You know, you made history, you made a ton of dough.
More than -- well, a lot of money. You know, then you
had this sort of crisis in '06 and you made a decision
to come back as a CEO, why? And why are you CEO now?
Like, why -- why do that to yourself?
>> Well --
>> And are you the right guy?
>> I figured there was a question in there somewhere.

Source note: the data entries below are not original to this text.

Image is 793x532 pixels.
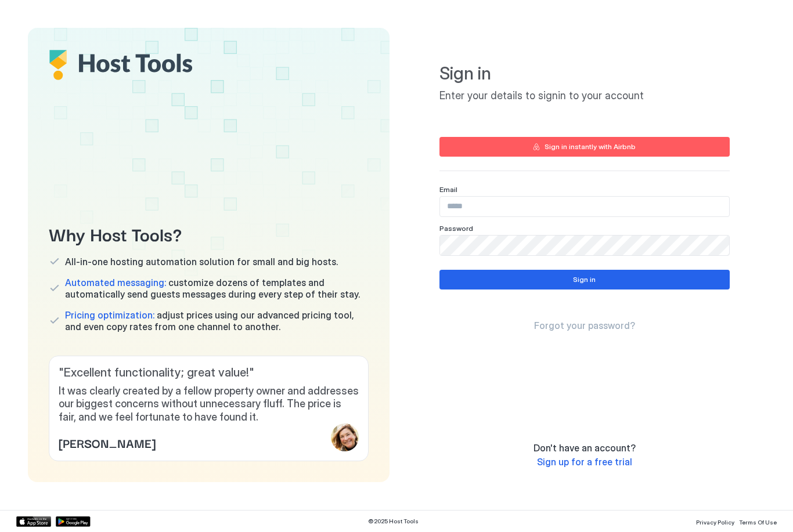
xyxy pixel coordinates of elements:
span: Forgot your password? [534,319,635,331]
span: Pricing optimization: [65,309,154,321]
a: Sign up for a free trial [537,456,632,468]
span: © 2025 Host Tools [368,517,419,525]
span: It was clearly created by a fellow property owner and addresses our biggest concerns without unne... [58,384,359,424]
a: Forgot your password? [534,319,635,332]
span: [PERSON_NAME] [58,434,156,451]
span: Enter your details to signin to your account [439,89,730,103]
input: Input Field [440,197,729,216]
button: Sign in instantly with Airbnb [439,137,730,157]
span: Terms Of Use [739,519,777,525]
span: Sign in [439,63,730,84]
span: Automated messaging: [65,277,166,288]
a: Google Play Store [56,516,91,527]
a: Privacy Policy [696,515,734,527]
span: All-in-one hosting automation solution for small and big hosts. [65,256,338,267]
div: Sign in [573,275,596,285]
span: Sign up for a free trial [537,456,632,468]
input: Input Field [440,236,729,255]
div: profile [331,423,359,451]
a: Terms Of Use [739,515,777,527]
a: App Store [16,516,51,527]
div: Sign in instantly with Airbnb [544,142,636,152]
span: Why Host Tools? [49,220,368,247]
span: Password [439,224,473,233]
button: Sign in [439,270,730,290]
span: Email [439,185,458,194]
span: Don't have an account? [534,442,636,454]
span: adjust prices using our advanced pricing tool, and even copy rates from one channel to another. [65,309,368,332]
span: Privacy Policy [696,519,734,525]
span: customize dozens of templates and automatically send guests messages during every step of their s... [65,277,368,300]
span: " Excellent functionality; great value! " [58,366,359,380]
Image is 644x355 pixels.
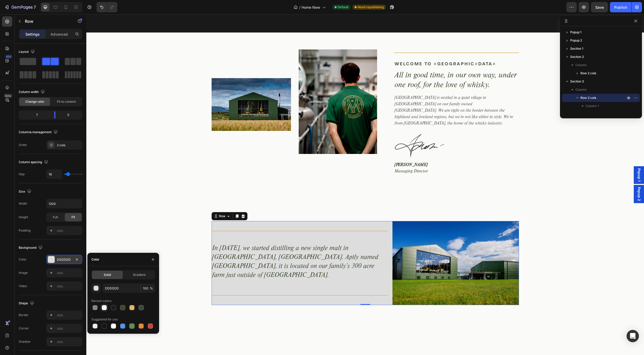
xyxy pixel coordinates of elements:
[571,55,584,60] span: Section 2
[610,2,631,13] button: Publish
[19,143,27,147] div: Order
[104,273,111,277] span: Solid
[125,230,302,267] h2: In [DATE], we started distilling a new single malt in [GEOGRAPHIC_DATA], [GEOGRAPHIC_DATA]. Aptly...
[57,271,81,275] div: Add...
[306,207,433,290] img: gempages_579512807838450197-7ecdf2dd-13c1-4bcc-b98a-6d0f1c116d15.jpg
[19,215,28,220] div: Height
[87,14,644,355] iframe: Design area
[19,228,30,233] div: Padding
[19,257,27,262] div: Color
[212,35,290,140] img: gempages_579512807838450197-0e93832a-f87f-4c93-b9a9-b9e7c4f7e40c.jpg
[57,143,81,147] div: 2 cols
[581,71,596,76] span: Row 2 cols
[46,199,82,208] input: Auto
[571,46,583,51] span: Section 1
[57,228,81,233] div: Add...
[308,154,432,161] p: Managing Director
[581,95,596,100] span: Row 2 cols
[19,201,27,206] div: Width
[4,93,13,98] div: Beta
[591,2,608,13] button: Save
[19,299,35,307] div: Shape
[19,172,24,177] div: Gap
[550,172,556,187] span: Popup 2
[576,62,587,67] span: Column
[57,284,81,289] div: Add...
[19,270,28,275] div: Image
[19,129,59,135] div: Columns management
[150,286,153,290] span: %
[19,49,36,56] div: Layout
[301,4,320,10] span: Home New
[19,326,29,331] div: Corner
[571,38,583,43] span: Popup 2
[57,340,81,344] div: Add...
[308,119,359,144] img: gempages_579512807838450197-edc50037-5203-462f-adc8-e1bc0906023b.png
[626,330,639,342] div: Open Intercom Messenger
[53,215,58,220] span: Full
[308,56,433,77] h2: All in good time, in our own way, under one roof, for the love of whisky.
[57,326,81,331] div: Add...
[308,149,341,153] strong: [PERSON_NAME]
[103,283,141,293] input: Eg: FFFFFF
[25,99,44,104] span: Change ratio
[19,283,27,289] div: Video
[19,88,45,96] div: Column width
[19,188,32,195] div: Size
[72,215,75,220] span: Fit
[133,273,146,277] span: Gradient
[571,79,584,84] span: Section 3
[57,257,72,262] div: DDDDDD
[19,159,49,166] div: Column spacing
[46,169,62,178] input: Auto
[358,5,384,9] span: Need republishing
[19,313,29,317] div: Border
[57,313,81,317] div: Add...
[25,19,68,24] p: Row
[338,5,349,9] span: Default
[34,4,36,10] p: 7
[591,112,597,117] span: Line
[300,4,301,10] span: /
[19,111,51,119] div: 7
[125,64,205,117] img: gempages_579512807838450197-1d95c2f0-cfa7-48b5-b569-514504f63a3c.jpg
[60,111,81,119] div: 5
[92,299,111,303] div: Recent colors
[571,29,582,34] span: Popup 1
[57,99,76,104] span: Fit to content
[550,154,556,167] span: Popup 1
[576,87,587,93] span: Column
[615,4,627,10] div: Publish
[5,55,13,59] div: 450
[308,81,432,113] p: [GEOGRAPHIC_DATA] is nestled in a quiet village in [GEOGRAPHIC_DATA] on our family owned [GEOGRAP...
[19,339,30,344] div: Shadow
[308,46,432,53] p: Welcome to [GEOGRAPHIC_DATA]
[131,199,140,204] div: Row
[25,31,40,37] p: Settings
[92,317,118,321] div: Suggested for you
[92,257,99,262] div: Color
[97,2,117,13] div: Undo/Redo
[51,31,68,37] p: Advanced
[2,2,38,13] button: 7
[586,103,599,109] span: Column 1
[19,244,44,252] div: Background
[595,5,604,9] span: Save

Look, I said this pretty openly. First, it was '07 when
I stepped back in, and there's debate about whether I
was ever CEO. I think David and I were for an instant
shared a CEO title in '95. So obviously, between
starting the company until I was CEO last year, I was
not. And I felt that clearly I was part of the company
and contributed to it in a way that I felt very
comfortable. I did not, as I said back last summer, I
did not make the decision of being CEO lightly. And in
retrospect, obviously having the company gone through
what its gone through, clearly I don't take my position
very lightly. It's a very serious obligation and
responsibility. I wanted to make the change at Yahoo
that I believed that I could make. And it's one of
those things where if you are able to sort of look at
what's happening inside Yahoo, and hopefully a lot of
you have been in Yahoo -- [Inaudible] you've been to
Yahoo -- yes, there's been a lot of change. There's
been a lot of people coming and leaving. But the plans
in which we were trying to execute against from that
last summer is being done in a way that I'm extremely
proud of, in a sense that we're rewiring Yahoo, we're
creating Yahoo into a platform company. That was the
dream that I felt that I could achieve by being CEO.

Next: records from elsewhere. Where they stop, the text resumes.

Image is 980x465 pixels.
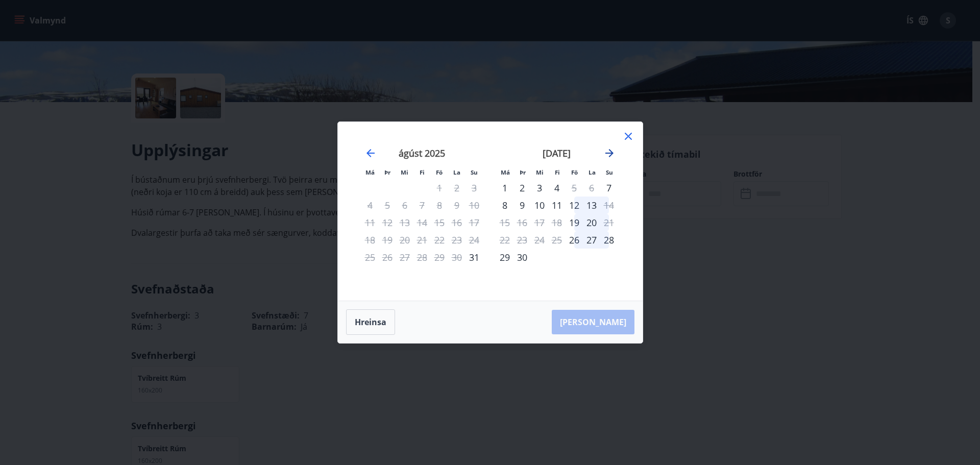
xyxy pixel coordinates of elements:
td: Not available. miðvikudagur, 20. ágúst 2025 [396,231,413,248]
td: Not available. sunnudagur, 24. ágúst 2025 [465,231,483,248]
td: Not available. sunnudagur, 17. ágúst 2025 [465,214,483,231]
td: Choose fimmtudagur, 11. september 2025 as your check-in date. It’s available. [548,196,566,214]
small: Þr [384,168,390,176]
div: 11 [548,196,566,214]
td: Not available. miðvikudagur, 13. ágúst 2025 [396,214,413,231]
td: Choose laugardagur, 27. september 2025 as your check-in date. It’s available. [583,231,600,248]
small: Fö [436,168,442,176]
td: Not available. fimmtudagur, 7. ágúst 2025 [413,196,431,214]
td: Choose föstudagur, 19. september 2025 as your check-in date. It’s available. [566,214,583,231]
small: Su [606,168,613,176]
small: La [453,168,460,176]
td: Not available. þriðjudagur, 12. ágúst 2025 [379,214,396,231]
td: Choose laugardagur, 13. september 2025 as your check-in date. It’s available. [583,196,600,214]
small: Fi [555,168,560,176]
td: Choose föstudagur, 12. september 2025 as your check-in date. It’s available. [566,196,583,214]
td: Not available. laugardagur, 6. september 2025 [583,179,600,196]
small: Fö [571,168,578,176]
td: Choose mánudagur, 1. september 2025 as your check-in date. It’s available. [496,179,514,196]
div: Aðeins útritun í boði [600,214,618,231]
td: Not available. mánudagur, 11. ágúst 2025 [361,214,379,231]
td: Not available. föstudagur, 15. ágúst 2025 [431,214,449,231]
td: Not available. laugardagur, 2. ágúst 2025 [449,179,465,196]
small: Mi [401,168,408,176]
td: Choose sunnudagur, 7. september 2025 as your check-in date. It’s available. [600,179,618,196]
div: Move backward to switch to the previous month. [365,147,376,159]
div: 10 [531,196,548,214]
td: Not available. laugardagur, 16. ágúst 2025 [449,214,465,231]
td: Not available. mánudagur, 15. september 2025 [496,214,514,231]
td: Not available. sunnudagur, 3. ágúst 2025 [465,179,483,196]
td: Not available. sunnudagur, 14. september 2025 [600,196,618,214]
td: Not available. föstudagur, 29. ágúst 2025 [431,248,449,266]
td: Not available. mánudagur, 22. september 2025 [496,231,514,248]
small: Þr [520,168,526,176]
td: Not available. þriðjudagur, 23. september 2025 [514,231,531,248]
div: Aðeins innritun í boði [566,214,583,231]
div: 8 [496,196,514,214]
td: Not available. þriðjudagur, 16. september 2025 [514,214,531,231]
div: 27 [583,231,600,248]
small: Fi [419,168,425,176]
td: Choose mánudagur, 29. september 2025 as your check-in date. It’s available. [496,248,514,266]
div: 1 [496,179,514,196]
td: Not available. mánudagur, 18. ágúst 2025 [361,231,379,248]
div: 20 [583,214,600,231]
small: Su [471,168,478,176]
td: Not available. miðvikudagur, 17. september 2025 [531,214,548,231]
td: Not available. þriðjudagur, 26. ágúst 2025 [379,248,396,266]
div: 12 [566,196,583,214]
td: Not available. mánudagur, 25. ágúst 2025 [361,248,379,266]
small: Má [366,168,375,176]
td: Not available. fimmtudagur, 25. september 2025 [548,231,566,248]
td: Not available. miðvikudagur, 27. ágúst 2025 [396,248,413,266]
td: Not available. þriðjudagur, 5. ágúst 2025 [379,196,396,214]
div: 2 [514,179,531,196]
td: Choose föstudagur, 26. september 2025 as your check-in date. It’s available. [566,231,583,248]
td: Choose miðvikudagur, 3. september 2025 as your check-in date. It’s available. [531,179,548,196]
td: Choose fimmtudagur, 4. september 2025 as your check-in date. It’s available. [548,179,566,196]
strong: [DATE] [543,147,571,159]
td: Not available. miðvikudagur, 6. ágúst 2025 [396,196,413,214]
div: 28 [600,231,618,248]
div: Aðeins innritun í boði [600,179,618,196]
div: Move forward to switch to the next month. [604,147,616,159]
td: Choose miðvikudagur, 10. september 2025 as your check-in date. It’s available. [531,196,548,214]
small: Má [501,168,510,176]
td: Not available. fimmtudagur, 14. ágúst 2025 [413,214,431,231]
div: Aðeins innritun í boði [566,231,583,248]
td: Not available. sunnudagur, 10. ágúst 2025 [465,196,483,214]
td: Not available. laugardagur, 23. ágúst 2025 [449,231,465,248]
small: La [589,168,596,176]
td: Choose sunnudagur, 31. ágúst 2025 as your check-in date. It’s available. [465,248,483,266]
strong: ágúst 2025 [398,147,445,159]
td: Not available. föstudagur, 1. ágúst 2025 [431,179,449,196]
div: 30 [514,248,531,266]
div: Aðeins útritun í boði [600,196,618,214]
td: Choose laugardagur, 20. september 2025 as your check-in date. It’s available. [583,214,600,231]
td: Not available. mánudagur, 4. ágúst 2025 [361,196,379,214]
td: Choose þriðjudagur, 9. september 2025 as your check-in date. It’s available. [514,196,531,214]
td: Choose mánudagur, 8. september 2025 as your check-in date. It’s available. [496,196,514,214]
td: Not available. miðvikudagur, 24. september 2025 [531,231,548,248]
td: Choose þriðjudagur, 30. september 2025 as your check-in date. It’s available. [514,248,531,266]
button: Hreinsa [346,309,395,335]
td: Choose sunnudagur, 28. september 2025 as your check-in date. It’s available. [600,231,618,248]
small: Mi [536,168,544,176]
div: 9 [514,196,531,214]
td: Not available. laugardagur, 30. ágúst 2025 [449,248,465,266]
td: Not available. fimmtudagur, 18. september 2025 [548,214,566,231]
div: Calendar [350,134,630,288]
td: Not available. föstudagur, 22. ágúst 2025 [431,231,449,248]
div: 29 [496,248,514,266]
td: Not available. fimmtudagur, 28. ágúst 2025 [413,248,431,266]
div: Aðeins útritun í boði [566,179,583,196]
div: 13 [583,196,600,214]
td: Not available. föstudagur, 5. september 2025 [566,179,583,196]
td: Not available. sunnudagur, 21. september 2025 [600,214,618,231]
td: Not available. fimmtudagur, 21. ágúst 2025 [413,231,431,248]
div: Aðeins innritun í boði [465,248,483,266]
td: Not available. þriðjudagur, 19. ágúst 2025 [379,231,396,248]
td: Not available. laugardagur, 9. ágúst 2025 [449,196,465,214]
div: 4 [548,179,566,196]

And that is still the dream today. And I think that's
somewhat lost underneath sort of all the external
issues. But I feel that's the core -- core
identification of what we wanted to accomplish as a
company, become a better platform company on the
consumer's side, and of course becoming a better company
on the advertising side as a platform company. I felt
like we had the talent to do it, I felt like we had the
market window to do it, and I feel that we have
accomplished a lot of those things. Hopefully we'll get
to talk about those things. But to me, that was the
moment of time that I really wanted to make that change.
And that's something that we've been working hard on,
and making some progress against. Six months into this
thing we had the external events with Microsoft, now we
have this economy. Now I don't regret any minute of
what happened, even though it's not the most fun thing
to go through. I think it's just -- and perhaps I can
only talk about it because I've been there the whole
time. You know, it's a part of me. And some people say
that's great, and some people say, well, you're just too
close to it. I feel like I only know how to operate the
way I know by really caring and being passionate about
what I do. And I'm passionate about Yahoo, I'm
passionate about its people, I'm passionate about the
mission we've established. And I'm willing to go
through walls to do it. And -- and I just feel that's
-- that's -- that's the reason I'm there.